No, Ideological Sermons Are Not OK

No, Ideological Sermons Are Not OK June 19, 2013

Taking yet another break from the Anglicanism posts (I trust that Churl has received a somewhat adequate answer in part 3), I’d like to write some reflections on a sermon that I heard at a free church last Sunday. I don’t have any interest in attacking either the church or the preacher, so I will keep both vaguely anonymous and instead critique the individual sermon as it stands on its own. Because I’m starting to feel a growing conviction that silence in the face of hearing these sorts of things is a form of implicit assent from a passive congregation, I’d like to speak with a critical tone. My aim (once again) is not to attack the church or the preacher, but rather to say that the church would have been better served if the preacher had not preached what I’ll be calling in this post an ideological sermon, that is, a sermon that uses the text as a vehicle to push an abstract political agenda. Because this church employs a congregational polity, I’d like to state for the record that I am not a voting member of this congregation and thus my statements are not representative of the congregation; they should be read, in many ways, as those given by a sympathetic outsider. However, as a baptized member of the church catholic, I’d like to appeal to our greater solidarity in the communion of saints as I voice my critique.

To demonstrate my complete solidarity with this free church despite my sacramental status as a confirmed Anglican layperson (which I’ll discuss more in part 4), I’d like to first express my deep thankfulness for the work of this congregation’s second-generation English-speaking ministry pastor. Not only is he one of my longtime friends, but he is an incredibly thoughtful evangelical working within a free church tradition with young people and their parents, skillfully navigating the tricky political waters that often come with that terrain. While I sometimes disagree with his exegesis of biblical texts (he often waxes a bit too individualistic for my liking), his careful engagements with pastoral care in the congregation and his sincere efforts to engage the neighbourhood around him with more than simply token words of appreciation are simply inspiring. It is fascinating and joyfully exciting to watch the growth of his pastoral work, as well as the work of the people who compose that church in their music, hospitality, and theological reflection, and as a Chinglican, I am glad to attend their services on a semi-monthly basis. There is nothing that can separate us from the love of God in Christ Jesus, and my hope is that even as we speak of ecumenical reconciliation movements between Anglicans and Lutherans with the Roman Catholic Church, we might also someday be able to talk more deeply about the reconciliation of the free church with communions that are increasingly recognizing the wrongheadedness of their embeddedness with the state. In this, I am also expressing my sincere gratitude to free churches as a whole for their witness against the church’s entanglement with the state, and I am hopeful that we will all one day be fully reconciled in Christ.
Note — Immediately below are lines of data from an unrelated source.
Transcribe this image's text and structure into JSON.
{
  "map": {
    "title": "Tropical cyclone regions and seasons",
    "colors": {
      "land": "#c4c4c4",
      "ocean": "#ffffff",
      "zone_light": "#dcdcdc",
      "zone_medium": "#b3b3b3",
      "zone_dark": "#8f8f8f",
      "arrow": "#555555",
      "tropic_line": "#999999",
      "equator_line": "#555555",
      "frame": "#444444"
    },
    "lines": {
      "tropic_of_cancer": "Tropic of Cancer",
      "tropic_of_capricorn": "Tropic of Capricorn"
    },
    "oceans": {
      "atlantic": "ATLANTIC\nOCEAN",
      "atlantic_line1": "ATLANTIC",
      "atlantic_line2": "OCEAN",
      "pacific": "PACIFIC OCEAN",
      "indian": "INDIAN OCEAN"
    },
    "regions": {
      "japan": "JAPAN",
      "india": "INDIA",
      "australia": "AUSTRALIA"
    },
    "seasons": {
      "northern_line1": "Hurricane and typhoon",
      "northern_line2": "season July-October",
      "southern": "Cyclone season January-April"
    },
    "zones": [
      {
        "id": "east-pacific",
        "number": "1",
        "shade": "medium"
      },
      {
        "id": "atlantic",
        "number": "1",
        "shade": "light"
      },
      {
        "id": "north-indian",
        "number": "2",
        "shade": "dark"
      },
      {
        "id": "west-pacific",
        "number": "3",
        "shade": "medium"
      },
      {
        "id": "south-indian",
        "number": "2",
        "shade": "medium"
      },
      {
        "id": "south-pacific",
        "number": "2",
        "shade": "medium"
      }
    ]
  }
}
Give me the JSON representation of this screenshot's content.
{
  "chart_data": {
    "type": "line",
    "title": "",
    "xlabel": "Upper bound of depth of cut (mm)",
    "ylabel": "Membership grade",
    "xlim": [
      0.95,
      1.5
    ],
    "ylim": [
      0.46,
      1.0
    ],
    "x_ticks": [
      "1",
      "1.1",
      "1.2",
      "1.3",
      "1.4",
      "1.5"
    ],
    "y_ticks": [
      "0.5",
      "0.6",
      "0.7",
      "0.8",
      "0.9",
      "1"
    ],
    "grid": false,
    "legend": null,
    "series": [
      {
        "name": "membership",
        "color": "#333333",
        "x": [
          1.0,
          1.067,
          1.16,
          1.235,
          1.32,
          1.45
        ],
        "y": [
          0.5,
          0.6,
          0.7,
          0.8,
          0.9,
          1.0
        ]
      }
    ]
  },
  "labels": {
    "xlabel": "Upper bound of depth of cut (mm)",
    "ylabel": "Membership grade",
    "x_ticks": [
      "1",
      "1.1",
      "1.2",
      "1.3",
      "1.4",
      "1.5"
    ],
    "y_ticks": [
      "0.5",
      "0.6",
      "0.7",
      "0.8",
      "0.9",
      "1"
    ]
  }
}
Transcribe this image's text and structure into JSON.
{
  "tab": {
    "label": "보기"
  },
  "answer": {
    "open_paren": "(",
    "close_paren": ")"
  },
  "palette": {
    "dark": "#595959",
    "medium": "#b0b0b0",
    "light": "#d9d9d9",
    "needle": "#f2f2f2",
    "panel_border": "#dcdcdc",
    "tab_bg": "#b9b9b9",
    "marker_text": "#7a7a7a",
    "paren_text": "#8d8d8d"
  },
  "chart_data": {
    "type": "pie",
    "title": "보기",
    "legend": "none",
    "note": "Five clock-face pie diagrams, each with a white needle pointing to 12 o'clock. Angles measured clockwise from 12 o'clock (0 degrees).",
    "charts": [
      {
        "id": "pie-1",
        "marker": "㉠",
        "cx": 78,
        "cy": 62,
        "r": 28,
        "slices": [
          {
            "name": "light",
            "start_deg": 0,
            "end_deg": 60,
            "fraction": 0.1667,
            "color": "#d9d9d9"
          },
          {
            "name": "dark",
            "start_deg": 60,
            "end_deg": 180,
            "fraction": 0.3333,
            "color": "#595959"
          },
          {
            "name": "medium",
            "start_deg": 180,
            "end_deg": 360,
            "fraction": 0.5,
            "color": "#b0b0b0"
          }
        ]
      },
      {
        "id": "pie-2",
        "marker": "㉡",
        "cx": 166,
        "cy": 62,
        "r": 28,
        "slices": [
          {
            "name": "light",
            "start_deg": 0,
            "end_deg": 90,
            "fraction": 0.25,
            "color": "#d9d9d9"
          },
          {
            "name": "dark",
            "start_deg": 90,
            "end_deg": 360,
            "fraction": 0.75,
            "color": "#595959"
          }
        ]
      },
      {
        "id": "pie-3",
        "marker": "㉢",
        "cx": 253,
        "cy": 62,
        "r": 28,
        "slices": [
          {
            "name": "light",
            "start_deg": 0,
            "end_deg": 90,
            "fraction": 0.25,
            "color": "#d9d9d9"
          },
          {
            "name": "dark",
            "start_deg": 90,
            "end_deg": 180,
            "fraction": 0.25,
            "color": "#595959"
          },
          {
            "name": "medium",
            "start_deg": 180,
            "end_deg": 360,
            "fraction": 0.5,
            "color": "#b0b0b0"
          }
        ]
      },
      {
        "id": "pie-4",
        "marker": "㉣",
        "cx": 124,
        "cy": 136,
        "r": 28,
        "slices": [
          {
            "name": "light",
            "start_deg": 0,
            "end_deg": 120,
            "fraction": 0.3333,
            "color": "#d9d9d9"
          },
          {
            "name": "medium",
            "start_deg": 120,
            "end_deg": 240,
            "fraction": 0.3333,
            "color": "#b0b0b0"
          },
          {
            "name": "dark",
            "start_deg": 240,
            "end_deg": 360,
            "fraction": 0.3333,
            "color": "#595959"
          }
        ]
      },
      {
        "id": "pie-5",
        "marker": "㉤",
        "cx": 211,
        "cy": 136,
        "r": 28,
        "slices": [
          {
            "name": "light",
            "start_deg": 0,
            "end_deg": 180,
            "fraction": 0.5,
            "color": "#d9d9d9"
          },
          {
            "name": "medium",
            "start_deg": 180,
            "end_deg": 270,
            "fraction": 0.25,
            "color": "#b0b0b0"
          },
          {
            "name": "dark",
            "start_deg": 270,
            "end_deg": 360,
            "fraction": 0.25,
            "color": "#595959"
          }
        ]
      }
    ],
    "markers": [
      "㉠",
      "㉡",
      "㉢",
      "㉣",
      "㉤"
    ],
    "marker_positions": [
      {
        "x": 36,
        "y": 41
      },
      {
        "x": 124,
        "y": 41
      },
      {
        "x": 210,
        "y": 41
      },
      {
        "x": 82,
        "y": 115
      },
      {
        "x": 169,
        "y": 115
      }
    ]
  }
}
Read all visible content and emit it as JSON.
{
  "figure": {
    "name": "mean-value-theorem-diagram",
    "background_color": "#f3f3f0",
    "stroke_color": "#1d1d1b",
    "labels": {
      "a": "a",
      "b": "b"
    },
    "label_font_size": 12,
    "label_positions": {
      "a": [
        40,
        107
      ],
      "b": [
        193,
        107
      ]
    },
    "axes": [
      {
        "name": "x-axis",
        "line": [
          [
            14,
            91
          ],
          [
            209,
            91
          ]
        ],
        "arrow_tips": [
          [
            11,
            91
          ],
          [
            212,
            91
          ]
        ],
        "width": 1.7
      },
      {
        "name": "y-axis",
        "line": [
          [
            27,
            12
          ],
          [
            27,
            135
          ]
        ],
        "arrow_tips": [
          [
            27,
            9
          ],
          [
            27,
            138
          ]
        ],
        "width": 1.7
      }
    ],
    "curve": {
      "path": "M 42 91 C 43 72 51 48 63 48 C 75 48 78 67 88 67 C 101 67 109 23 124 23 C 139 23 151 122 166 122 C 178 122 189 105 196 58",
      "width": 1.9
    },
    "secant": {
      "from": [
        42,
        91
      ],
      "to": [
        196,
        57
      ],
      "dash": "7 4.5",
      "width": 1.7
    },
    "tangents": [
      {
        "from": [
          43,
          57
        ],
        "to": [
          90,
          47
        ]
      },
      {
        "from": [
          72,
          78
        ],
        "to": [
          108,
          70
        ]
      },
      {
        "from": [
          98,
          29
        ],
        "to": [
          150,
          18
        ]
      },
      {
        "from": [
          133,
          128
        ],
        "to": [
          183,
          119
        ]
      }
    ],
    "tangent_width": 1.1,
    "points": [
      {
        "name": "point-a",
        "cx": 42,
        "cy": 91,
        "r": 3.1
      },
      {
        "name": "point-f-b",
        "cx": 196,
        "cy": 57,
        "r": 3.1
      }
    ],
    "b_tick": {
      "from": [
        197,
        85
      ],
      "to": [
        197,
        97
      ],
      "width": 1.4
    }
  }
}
It’s in that context that I’d like to express my utter dismay at the sermon last week, a homiletical piece that was delivered neither by my friend nor by anyone who grew up at the church, but by an older white man in a prominent position at a local evangelical institution here in the Pacific Northwest.

Let me first unfold the piece as I heard it. I will follow my summary with a critique.

The sermon was purportedly an exposition of the first psalm in the Psalter. As the preacher ran out of time, his focus was on the first three verses, which I’ve reproduced here in the New International Version, which he was using:

Blessed is the one

who does not walk in step with the wicked

or stand in the way that sinners take

or sit in the company of mockers,

but whose delight is in the law of the Lord,

and who meditates on his law day and night.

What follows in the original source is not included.